Erin Sharkey (she/they) is a writer, arts and abolition organizer, cultural worker, and film producer based in Minneapolis. She is the editor of A Darker Wilderness: Black Nature Writing from Soil to Stars (Milkweed Editions ’23). Erin is a founding co-op member of the Fields at Rootsprings, a retreat and respite space in central MN, and co-founder, with Junauda Petrus, of an experimental arts collective called Free Black Dirt. She is the producer of film projects, including Small Business Revolution, which explored challenges and opportunities for Black-owned businesses in the Twin Cities in the summer of 2021. Sharkey has received fellowships and residencies from the Loft Mentor Series, VONA/Voices, the Givens Foundation, Penumbra Theatre, Coffee House Press, the Bell Museum of Natural History, Black Visions, Headwaters Foundation, and the Jerome Foundation. She has an MFA in creative writing from Hamline University and teaches with the Minnesota Prison Writing Workshop.

Davi Gray (she/they) is a queer, trans, nonbinary poet, writer, performer, artist, producer, activist, and abolitionist. They live in Minneapolis (Bde Óta Othúŋwe), within Mni Sóta Makoce, unceded lands of the Dakota and Ojibwe. Gray’s poetry collection This Body, This Fruit was a finalist for the 2025 Louise Bogan Award (Trio House Press), and her work has been published in Poetry, Water~Stone Review, Hayden’s Ferry Review, Rogue Agent, and elsewhere. She is a recipient of a 2025 Arts Experiences grant through the Minnesota State Arts Board and can often be found performing around the Twin Cities. You can learn more about her work, including upcoming events, at davigray.com.

Louise Waakaa’igan (she/her) is an enrolled member at Odaawaa-Zaaga’iganiing in northern Wisconsin. Her first chapbook, This Is Where (Aquarius Press), was published in 2020. She is also the first-place winner of the Minnesota Prison Writing Workshop’s Broadside Competition (2016). Louise’s work has been previously published in PEN America, 21 Mythologies, The Moon Magazine, Night Colors, 27th Letter, Words in Gray Scale, and Doors Adjacent. She is ready to publish her second collection.
Better Things is a series of events sponsored by the ReEntry Lab, in partnership with the Minnesota Prison Writing Workshop (MPWW) and Moon Palace Books.
This activity is made possible by the voters of Minnesota through a grant from the Minnesota State Arts Board, thanks to a legislative appropriation from the arts and cultural heritage fund.

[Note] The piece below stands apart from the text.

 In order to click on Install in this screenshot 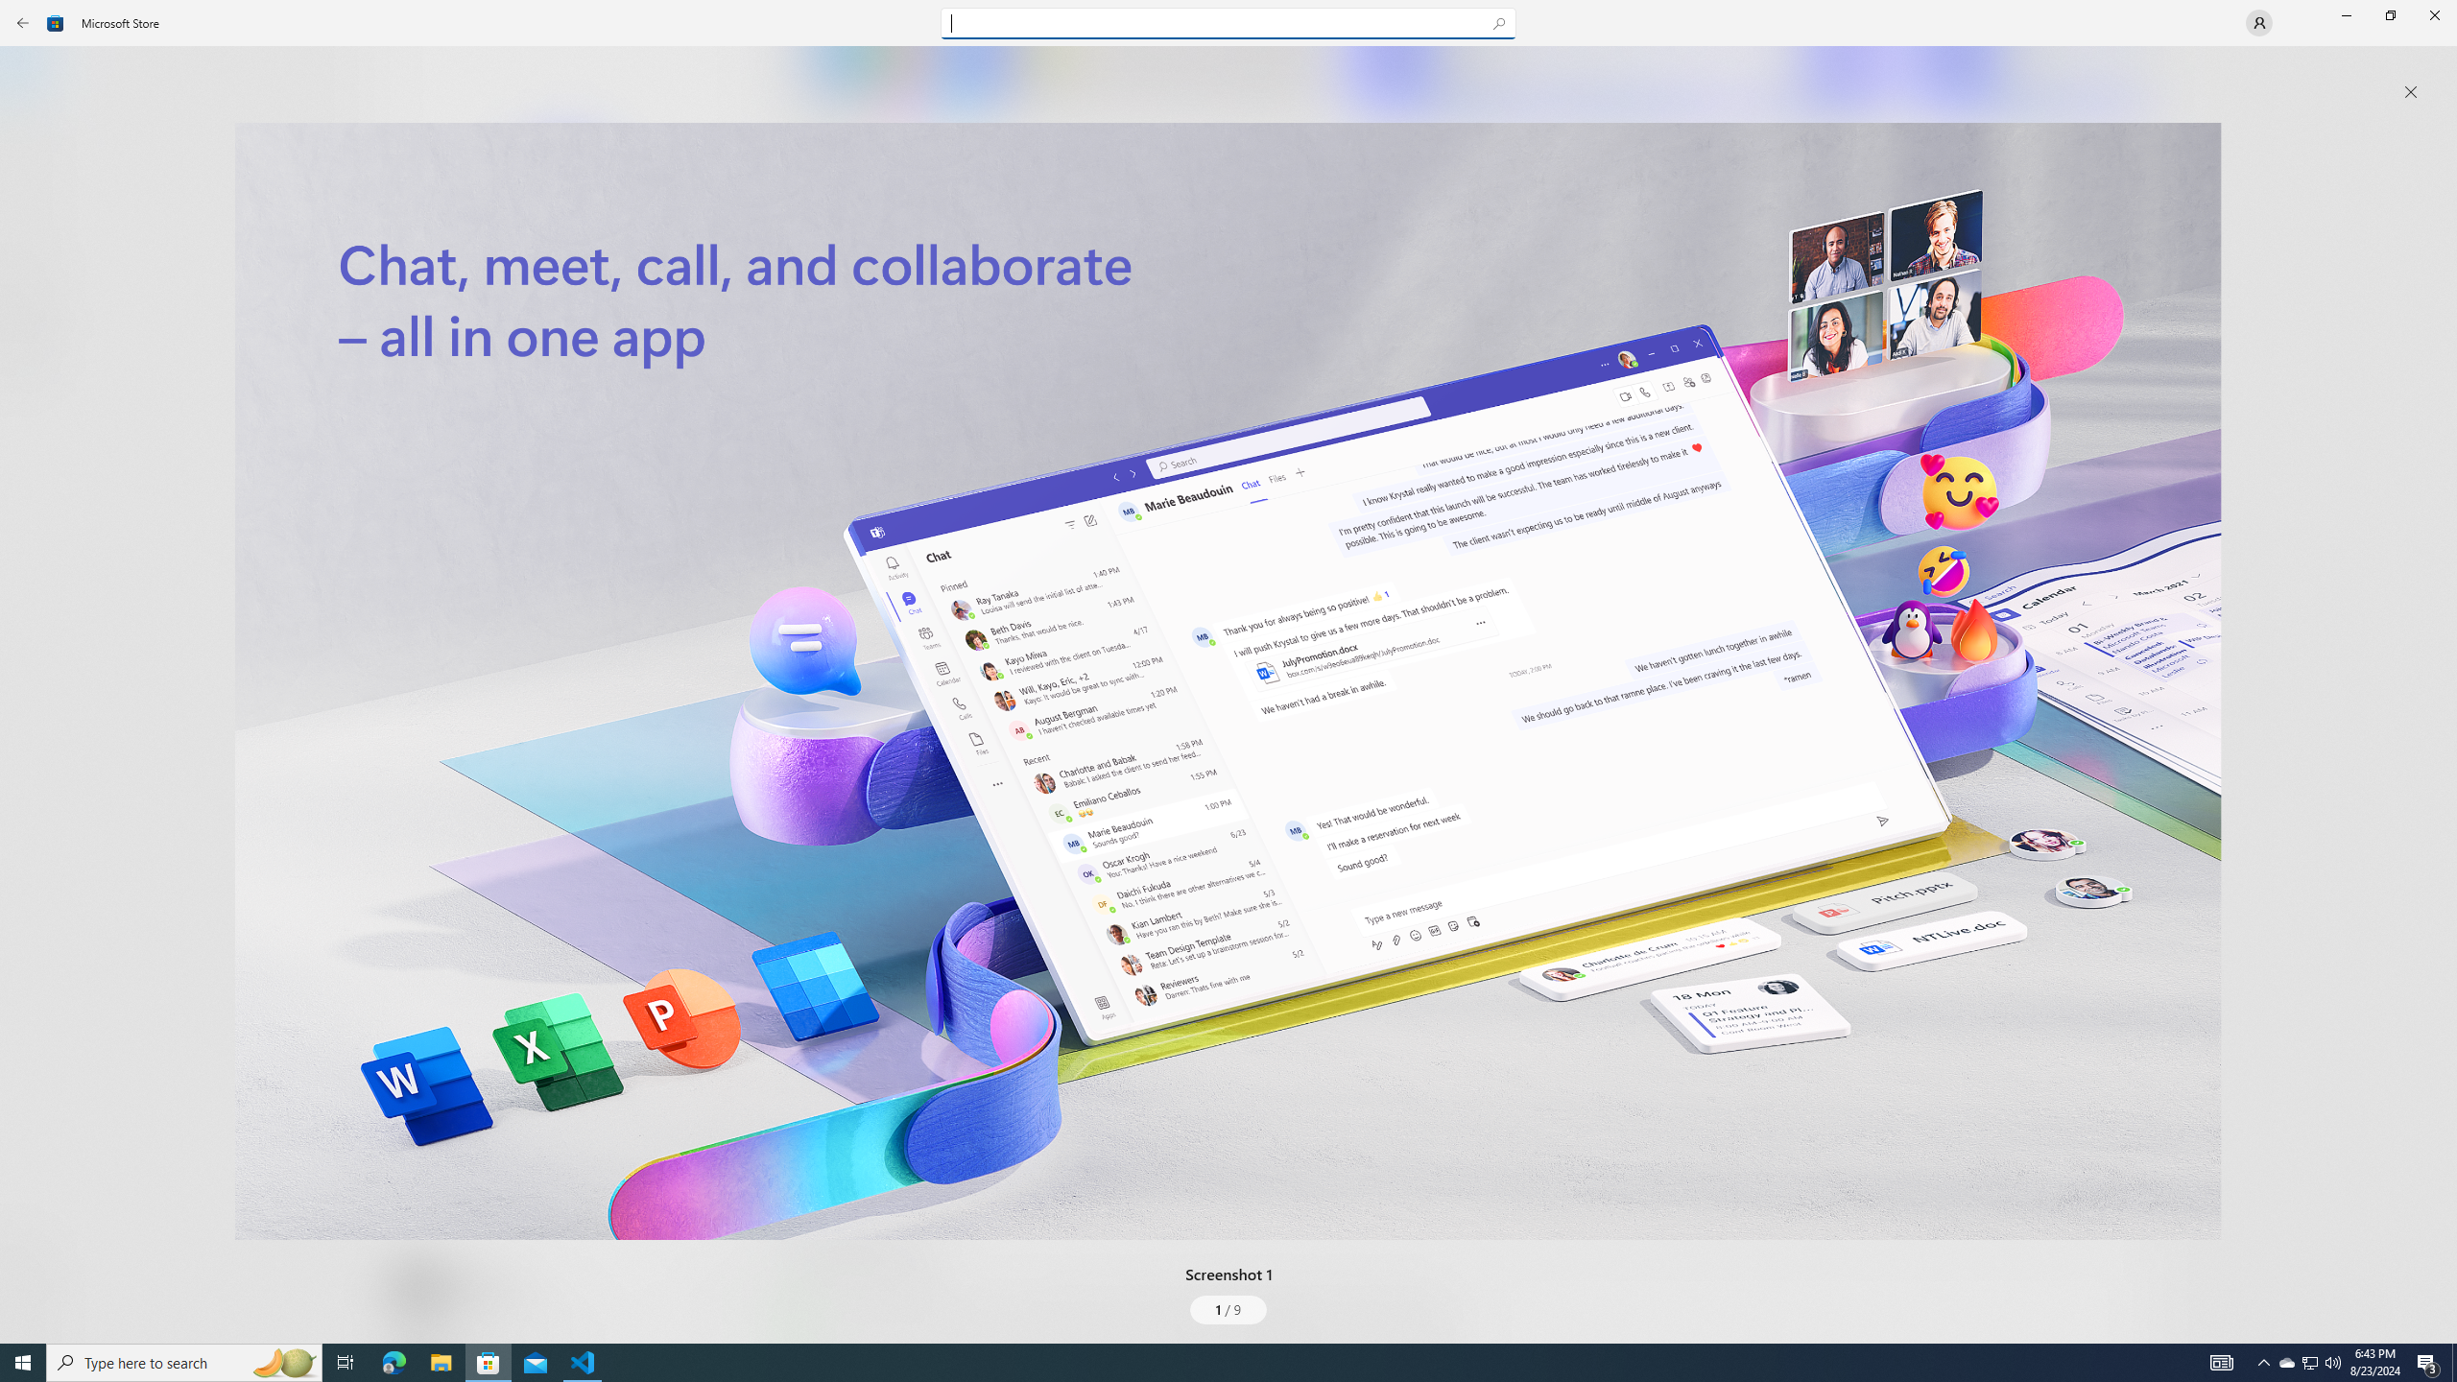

This activity is made possible by the voters of Minnesota through a grant from the Metropolitan Regional Arts Council, thanks to a legislative appropriation from the arts and cultural heritage fund.
The ReEntry Lab is an organization working to connect writers and other artists leaving incarceration to a community that’s ready to receive them. You can learn more about its mission, volunteer to help, and sign up for the newsletter at reentrylab.org.
* 5×5 format inspired by the 555 Reads series, developed by Elizabeth R. Tannen.